Records from a collection:
------------------------------------------------------------------------

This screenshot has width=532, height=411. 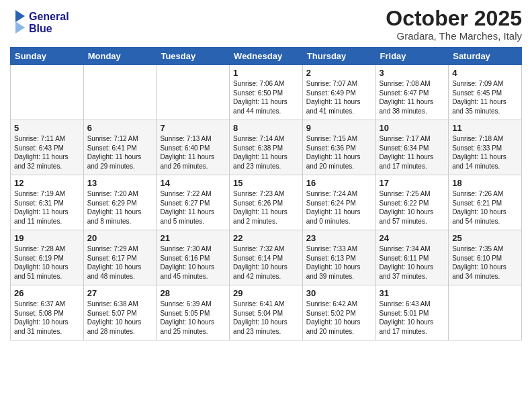 What do you see at coordinates (47, 183) in the screenshot?
I see `day-number: 12` at bounding box center [47, 183].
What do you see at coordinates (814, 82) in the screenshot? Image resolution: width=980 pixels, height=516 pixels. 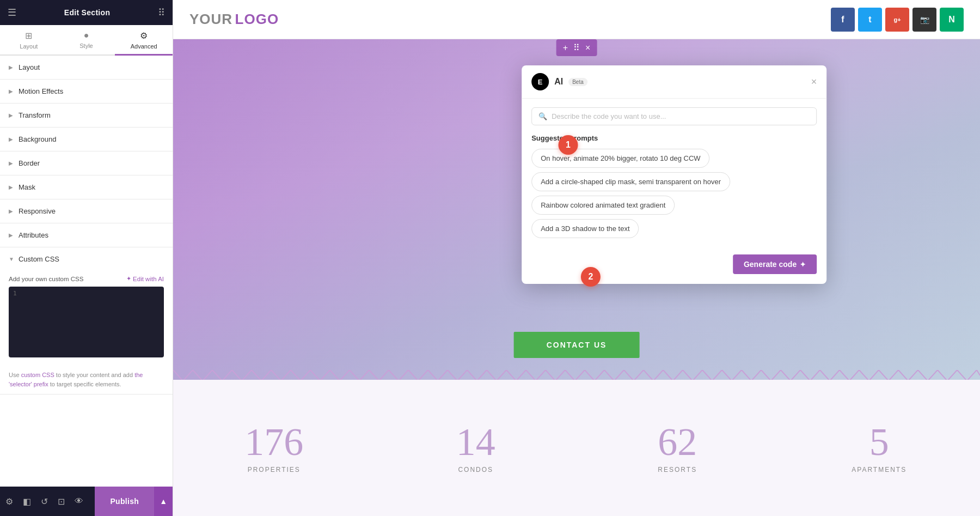 I see `modal-close-button: ×` at bounding box center [814, 82].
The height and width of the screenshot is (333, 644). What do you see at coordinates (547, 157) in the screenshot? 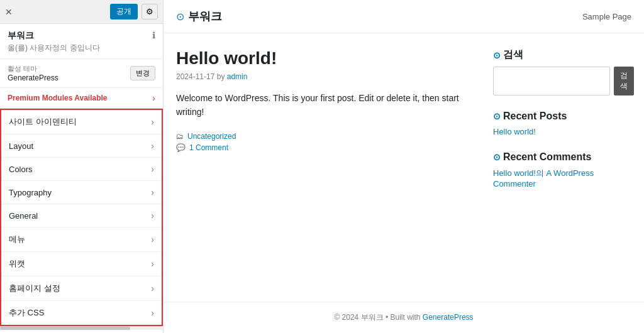
I see `widget-recent-comments-title-text: Recent Comments` at bounding box center [547, 157].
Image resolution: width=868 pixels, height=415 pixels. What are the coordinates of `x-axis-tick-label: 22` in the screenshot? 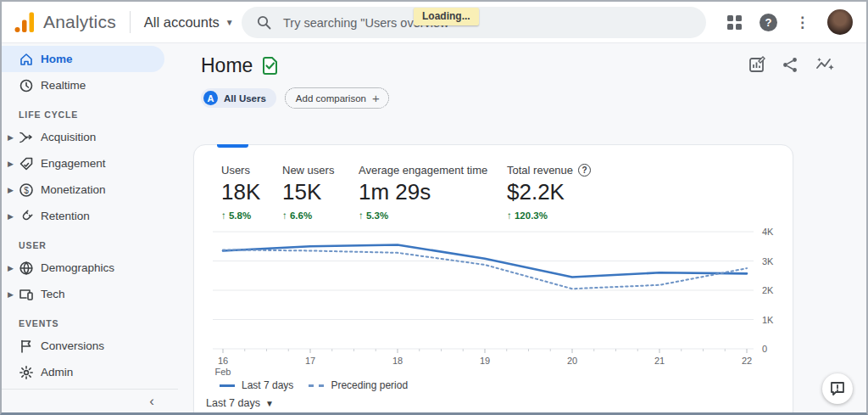 It's located at (747, 361).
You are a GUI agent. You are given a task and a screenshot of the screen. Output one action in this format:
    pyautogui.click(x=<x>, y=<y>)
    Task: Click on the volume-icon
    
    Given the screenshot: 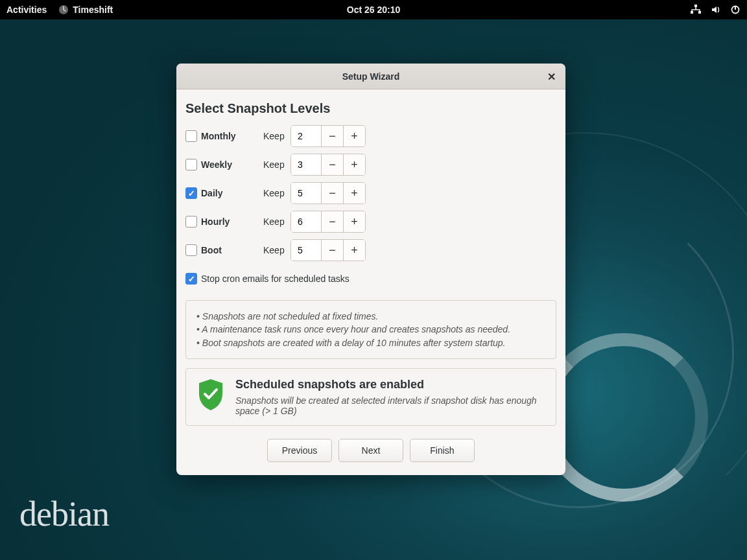 What is the action you would take?
    pyautogui.click(x=716, y=10)
    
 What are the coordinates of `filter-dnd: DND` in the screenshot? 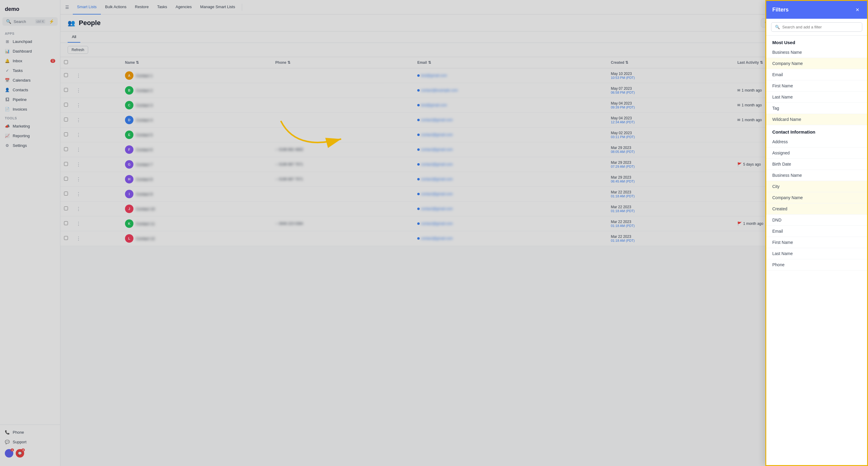 It's located at (817, 220).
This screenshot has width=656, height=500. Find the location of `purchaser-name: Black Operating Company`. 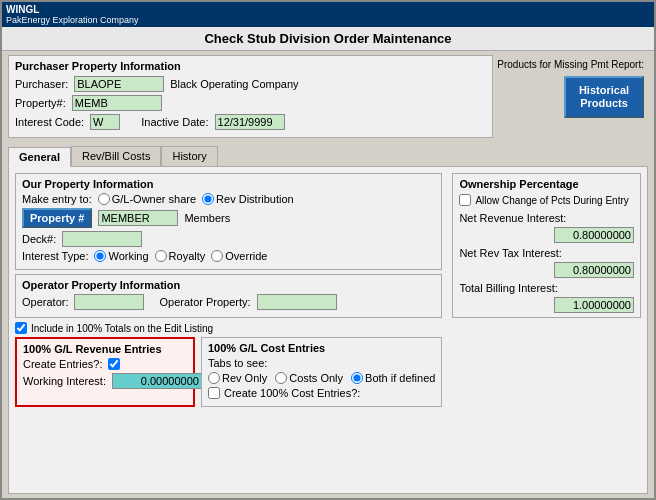

purchaser-name: Black Operating Company is located at coordinates (234, 84).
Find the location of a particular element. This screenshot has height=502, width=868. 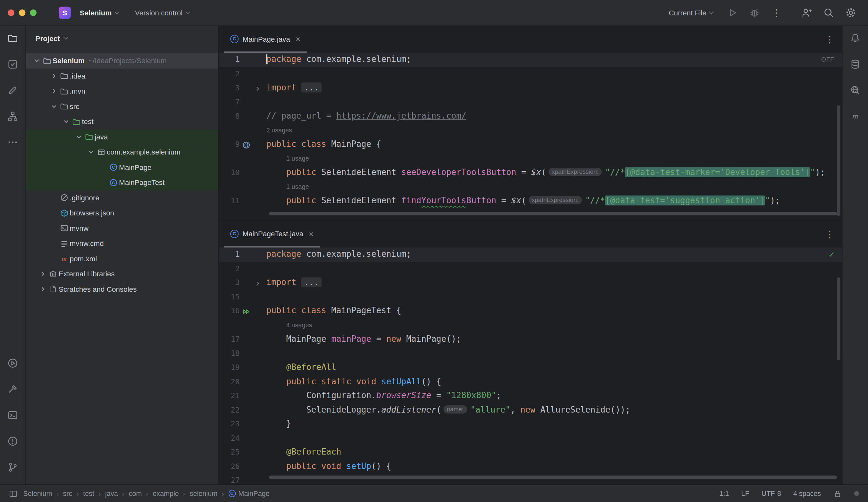

tree-row: java is located at coordinates (122, 137).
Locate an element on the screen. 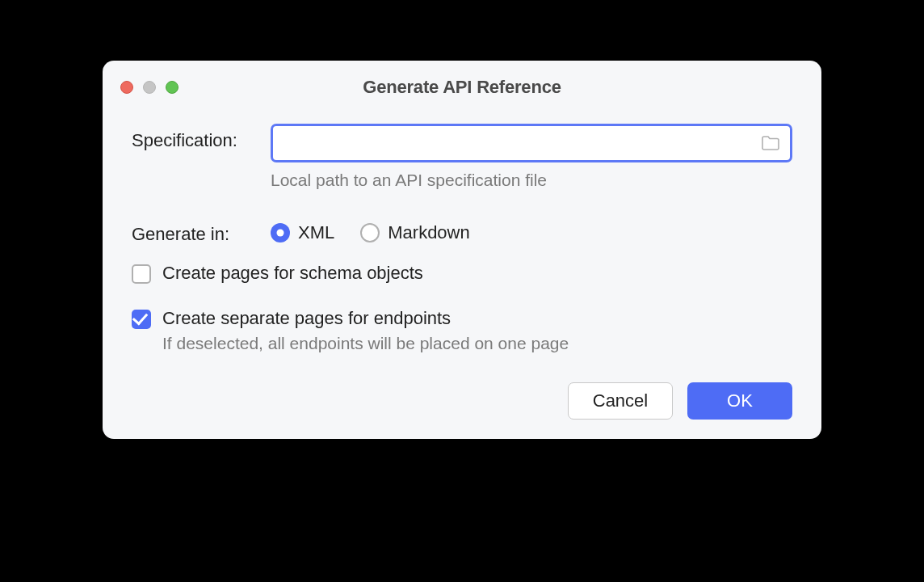 This screenshot has height=582, width=924. radio-xml-group: XML is located at coordinates (302, 233).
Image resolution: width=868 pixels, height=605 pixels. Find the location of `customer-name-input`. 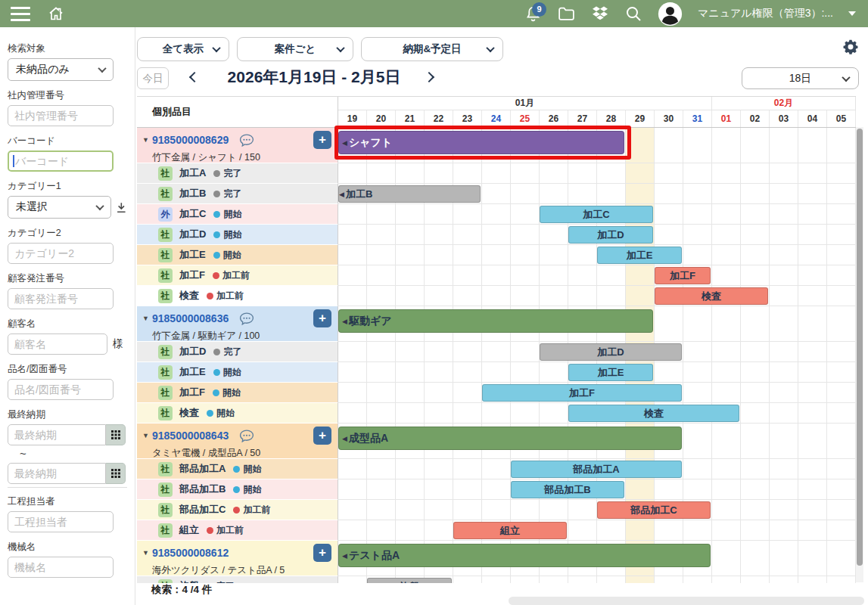

customer-name-input is located at coordinates (58, 344).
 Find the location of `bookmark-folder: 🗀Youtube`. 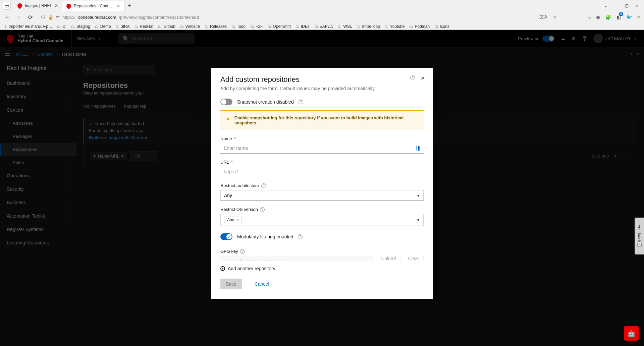

bookmark-folder: 🗀Youtube is located at coordinates (395, 26).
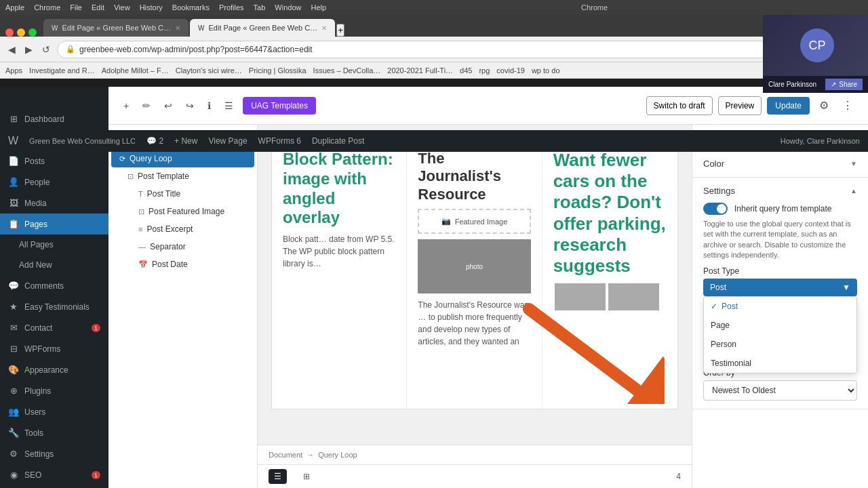  I want to click on dropdown-item-post: ✓ Post, so click(780, 306).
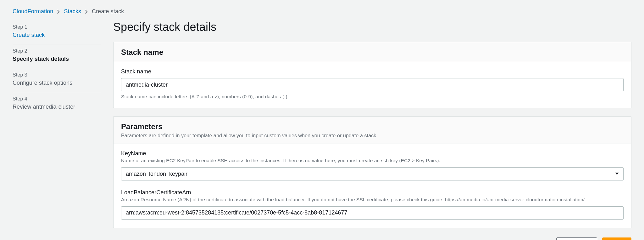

------------------------------------------------------------------------

### REQUIRED ACTION
Omit the pictures and retype exactly the lines from the one containing "Image resolution: width=868 pixels, height=605" through the end of the entries above.

### RESPONSE TO THE TASK
Image resolution: width=868 pixels, height=605 pixels. Find the location of `customer-name-input`. 

customer-name-input is located at coordinates (58, 344).
 Find the location of `bookmark-folder: 🗀Youtube`. 

bookmark-folder: 🗀Youtube is located at coordinates (395, 26).
  I want to click on dropdown-item-post: ✓ Post, so click(780, 306).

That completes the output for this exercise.